The date of the day of the dead is quite telling of this characteristic. Catholics celebrate their Saints and departed on the first two days of November, the same month that Preshipanic cultures dedicated to welcoming the temporary return of those who were no longer among the living.

Prehispanic cultures believed that according to the type of death one had, followed a journey that would lead to different resting sites. Today this is echoed by the fact that the 1st of November is dedicated to children who passed away, while the 2nd is for those who died in their adulthood or old age.
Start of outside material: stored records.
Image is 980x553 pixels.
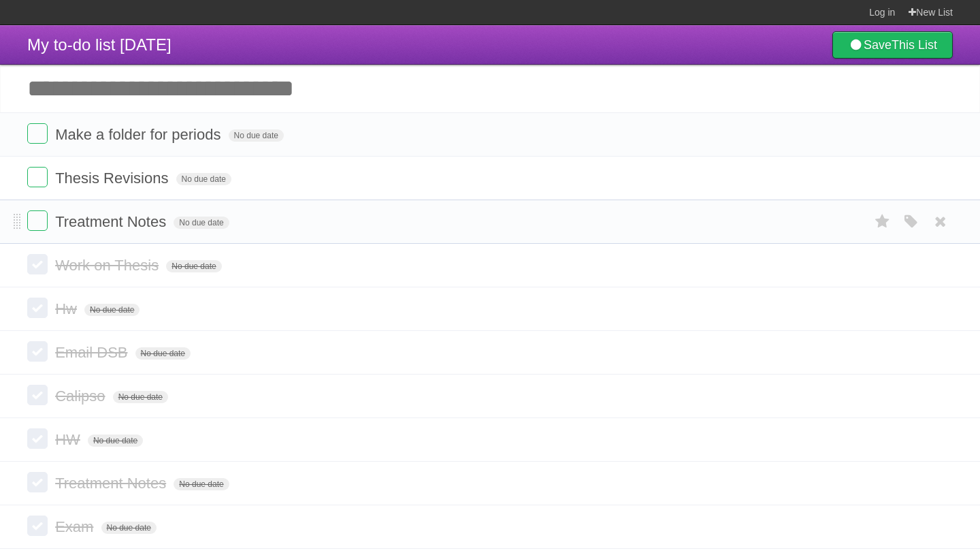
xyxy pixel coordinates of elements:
[27,35,172,54] span: My to-do list [DATE]
[55,126,224,143] span: Make a folder for periods
[27,254,48,274] label: Done
[84,304,139,316] span: No due date
[891,38,937,52] b: This List
[55,518,97,535] span: Exam
[229,130,284,141] span: No due date
[27,297,48,318] label: Done
[27,428,48,449] label: Done
[174,478,229,490] span: No due date
[27,123,48,143] label: Done
[27,211,48,231] label: Done
[55,300,80,317] span: Hw
[27,472,48,492] label: Done
[27,385,48,405] label: Done
[870,211,896,233] label: Star task
[27,341,48,362] label: Done
[55,431,84,448] span: HW
[136,347,190,360] span: No due date
[113,391,168,403] span: No due date
[88,434,143,447] span: No due date
[176,173,231,185] span: No due date
[166,260,221,272] span: No due date
[55,344,131,361] span: Email DSB
[55,213,170,230] span: Treatment Notes
[101,522,157,534] span: No due date
[174,216,229,229] span: No due date
[55,387,108,405] span: Calipso
[832,31,953,59] a: SaveThis List
[55,170,172,186] span: Thesis Revisions
[55,475,170,491] span: Treatment Notes
[55,256,162,274] span: Work on Thesis
[27,167,48,187] label: Done
[27,516,48,536] label: Done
The most common of these afterlife sites was Mictlan, were those who died of natural causes would arrive after crossing nine stages of the somber underworld (the same number of celestial spheres that Dante surpassed to reach Beatrice).
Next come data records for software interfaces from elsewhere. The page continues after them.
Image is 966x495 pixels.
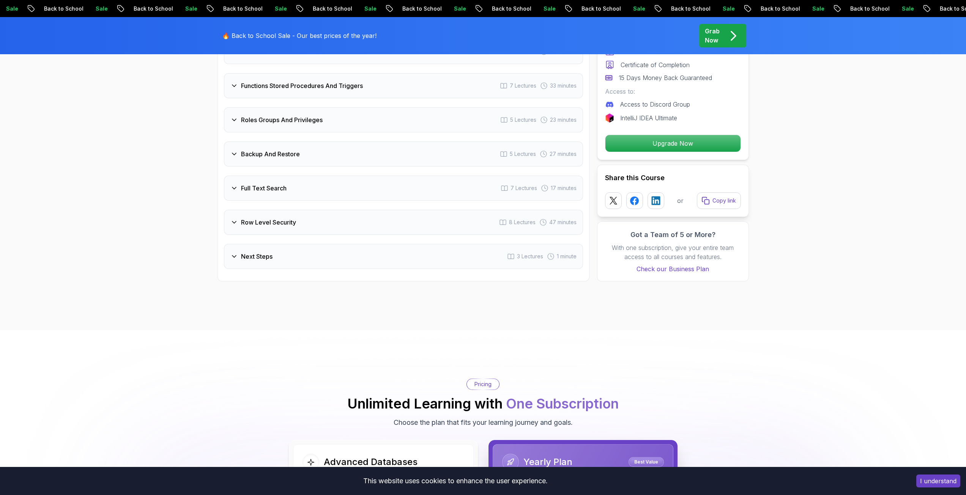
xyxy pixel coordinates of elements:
[605,230,741,240] h3: Got a Team of 5 or More?
[605,135,740,152] p: Upgrade Now
[659,5,711,13] p: Back to School
[224,210,583,235] button: Row Level Security8 Lectures 47 minutes
[509,219,535,226] span: 8 Lectures
[390,5,442,13] p: Back to School
[241,184,286,193] h3: Full Text Search
[550,116,576,124] span: 23 minutes
[6,473,905,490] div: This website uses cookies to enhance the user experience.
[480,5,532,13] p: Back to School
[532,5,556,13] p: Sale
[551,184,576,192] span: 17 minutes
[705,27,719,45] p: Grab Now
[605,87,741,96] p: Access to:
[800,5,825,13] p: Sale
[442,5,466,13] p: Sale
[241,115,323,124] h3: Roles Groups And Privileges
[84,5,108,13] p: Sale
[122,5,173,13] p: Back to School
[506,395,619,412] span: One Subscription
[324,456,417,468] h2: Advanced Databases
[557,253,576,260] span: 1 minute
[890,5,914,13] p: Sale
[712,197,736,205] p: Copy link
[224,73,583,98] button: Functions Stored Procedures And Triggers7 Lectures 33 minutes
[605,113,614,123] img: jetbrains logo
[241,81,363,90] h3: Functions Stored Procedures And Triggers
[620,60,689,69] p: Certificate of Completion
[697,192,741,209] button: Copy link
[224,176,583,201] button: Full Text Search7 Lectures 17 minutes
[510,116,536,124] span: 5 Lectures
[916,475,960,488] button: Accept cookies
[173,5,198,13] p: Sale
[510,184,537,192] span: 7 Lectures
[619,73,712,82] p: 15 Days Money Back Guaranteed
[549,219,576,226] span: 47 minutes
[394,417,573,428] p: Choose the plan that fits your learning journey and goals.
[620,113,677,123] p: IntelliJ IDEA Ultimate
[749,5,800,13] p: Back to School
[570,5,621,13] p: Back to School
[621,5,645,13] p: Sale
[523,456,572,468] h2: Yearly Plan
[224,142,583,167] button: Backup And Restore5 Lectures 27 minutes
[211,5,263,13] p: Back to School
[241,252,272,261] h3: Next Steps
[263,5,287,13] p: Sale
[353,5,377,13] p: Sale
[474,381,491,388] p: Pricing
[605,173,741,183] h2: Share this Course
[32,5,84,13] p: Back to School
[550,82,576,90] span: 33 minutes
[241,218,296,227] h3: Row Level Security
[301,5,353,13] p: Back to School
[711,5,735,13] p: Sale
[224,107,583,132] button: Roles Groups And Privileges5 Lectures 23 minutes
[224,244,583,269] button: Next Steps3 Lectures 1 minute
[347,396,619,411] h2: Unlimited Learning with
[510,150,536,158] span: 5 Lectures
[605,243,741,261] p: With one subscription, give your entire team access to all courses and features.
[838,5,890,13] p: Back to School
[677,196,683,205] p: or
[222,31,376,40] p: 🔥 Back to School Sale - Our best prices of the year!
[517,253,543,260] span: 3 Lectures
[241,150,300,159] h3: Backup And Restore
[549,150,576,158] span: 27 minutes
[510,82,536,90] span: 7 Lectures
[630,458,663,466] p: Best Value
[605,135,741,152] button: Upgrade Now
[605,264,741,274] a: Check our Business Plan
[620,100,690,109] p: Access to Discord Group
The offerings that play such a central role in altars for the dead up till this day are another essential feature of preshipanic cultures. They believed that the creation of mankind was possible thanks to an act of self sacrifice by their main god, Quetzlacoatl (the feathered snake), which in turn had to be reciprocated. The idea that the foundational value behind our existence was utmost generosity, resulted in the fact that offerings and tokens of gratitude were part and parcel of everyday life.

It was no coincidence that these cultures commemorated their dead on the month that marked the end of the harvesting season of their main source of sustenance, i.e. maize. Since this ceremony celebrated the long journey the dead had to embark on to visit the living, it was only fair that they should be the first to enjoy the crops of the year, which were served as an offering of welcome and gratitude.

In the case of día de muertos, this gesture evolved in such a way that the living offer to their loved one both the things she enjoyed the most and symbols that best represent her time while alive, thus raising the point that even though the excuse for this occasion might be death, it is in fact an affirmation of life.

Finally, even though it is obvious that the idea of an afterlife was one shared belief between the Spanish Conquistadors and Prehispanic peoples, the prominently familiar character of día de muertos, allows this belief to be interpreted in a form that speaks to all: that by remembering the life of those we love, not only do we nurture the bond we have with them, but we allow them to shine with a renewed flame.

 

Even though each community has its own specific take on the altar, it normally has a series of arch like structures that reminisce the structure of the underworld in prehispanic cosmology. Also there are a series of generic objects that every altar must have:

1. Candles- these help to illuminate the dark path that the deceased must walk from the underworld to earth and back.

2. Beverages and traditional Mexican dishes- it is reasonable to infer that such a journey must be long and tiring, hence, the loved ones of the dead welcome them, first with a glass of water and then with some of the finest earthly delights such as tequila mole –a Mexican dish made out of chicken or pork covered in a chocolate, tomato and chile sauce.

3. Marigolds- cempasuchitl, the nahuatl word for these bright yellow flowers, means literally “the flower of the dead”. Not only does their scent guide help to guide the dead to the altar, but they also symbolize fire and are the same colour as the last river the dead must cross before reaching the final chamber of Mictlan.

4. Earth and seeds- these serve as a reminder to the living that “from dust thou art, and unto dust shalt thou return”.

5. Sugar skulls and pan de muerto (bread of the dead)- these normally bear the names of the person for whom the altar is made, but can also be given to the living as a treat. The bread normally has allegorical shapes allusive to skeletons, which is how Aztecs represented Mictlantecuhtli, Lord of Mictlan.